Guantánamo Bay Prison: A Story Of Barring Justice When Convenient

Since 9/11, the US has been a fervent warrior against terrorism, especially against fundamentalist groups like Al-Qaeda and the Taliban. George W. Bush heralded the global war on terror. Hence in October 2001, Afghanistan was invaded to hunt down the terrorist groups hiding in the region. The US also enlisted local help with bounties and rewards for capturing or reporting terrorist targets or individuals connected with the terrorist groups.

Therefore this led to Afghans and Pakistanis turning over many individuals and reporting them as terrorists with little to no evidence. Temporarily, the US had set up many sites in Romania, Poland, Lithuania, and Thailand called Bald sites for imprisoning them. Eventually, the US decided to create a jail for thee prosecuted individuals, and in January 2002, detainees started getting piled up in Guantánamo Bay, Cuba, which is open to this day.

Where Is Guantanamo Bay Located? - Answers

Few of the detainees were charged with an actual crime, but everyone was tortured with no fair trial to be received of them.
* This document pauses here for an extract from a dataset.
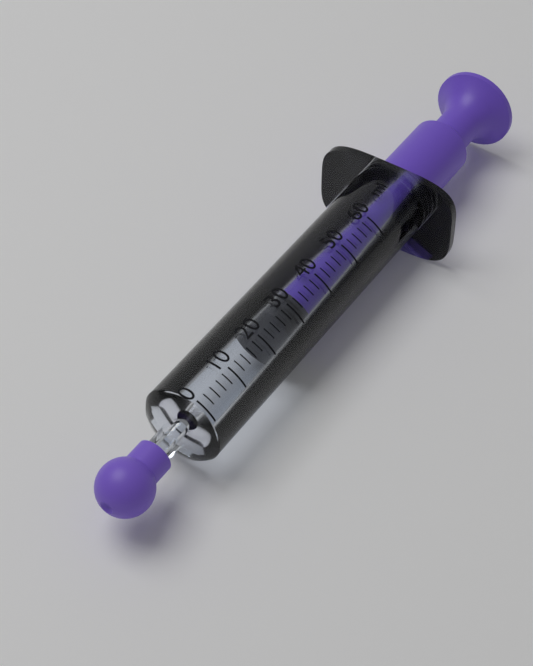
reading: 26 ml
Dan Fried worked for the US foreign service for 40 years. He was assigned to Guantánamo Bay in 2009 and addressed the detainees by saying, “The conclusion I had is that there was kind of a bell curve. At one low end, there were hardened terrorists. There were others that were sometimes petty criminals and drug dealers. Not great people, but not criminal masterminds, not terrorists. And the top of the bell curve were people just a little more involved than what I just described. At the other end were people who were swept up and shouldn’t have been there.”
One detainee group was Uighur men who were ethnically Muslim and fleeing from being prosecuted in China. These people colluded with terrorism in the media during the Bush administration. By 2003 there were about 700 prisoners in prison, and none were charged with a crime.

First coronavirus vaccines reach prison at Guantánamo Bay

According to the U.S. court, a simple reason why laws were used to do justice to the men was simply that this part of Cuba was owned by the U.S. and hence is out of the American court’s jurisdiction. “In other words, under U.S. law, prisoners would have ways to get out. For bad reasons, they didn’t trust the criminal justice system. It gives too many rights to the prisoners. There was a sense that the old rules had to be thrown out,” said Dan Fried about the justice in prison. A release window which opened was a transfer mainly to Afghanistan. The only form of a court run entirely by the U.S. military was complex, complicated and convoluted, with most rules favouring the court and the U.S. government. The Bush administration hence was able to move 537 of the prosecuted out of prison.

The Obama administration attempted to close down the prison for good by making a system involving transfers of detainees and releasing them. However, Republican senates fought back hard against this bill, with eventually both Democrats and Republicans not letting the prison end, especially when the transfers involved some being taken in the U.S. This halted the Obama administration’s efforts.

The court system was slow and ineffective, with three convictions being overturned by 2016 and 5 Yemenis men being non-transferable due to wars in Yemen ever since 2011 led Dan there diplomatically let other countries take them, which proved difficult according to him as the narrative had to be shifted from hardcore terrorists to men caught in political misfire.

Over Obama’s entire reign, 197 detainees were transferred, five were convicted from military courts, with four deaths in prison and three from suicide.
This narrative, ever since then, has been shifting back and forth with Trump in support of keeping the prison open with only 41 detainees and Biden, by January 2022, releasing four more detainees out.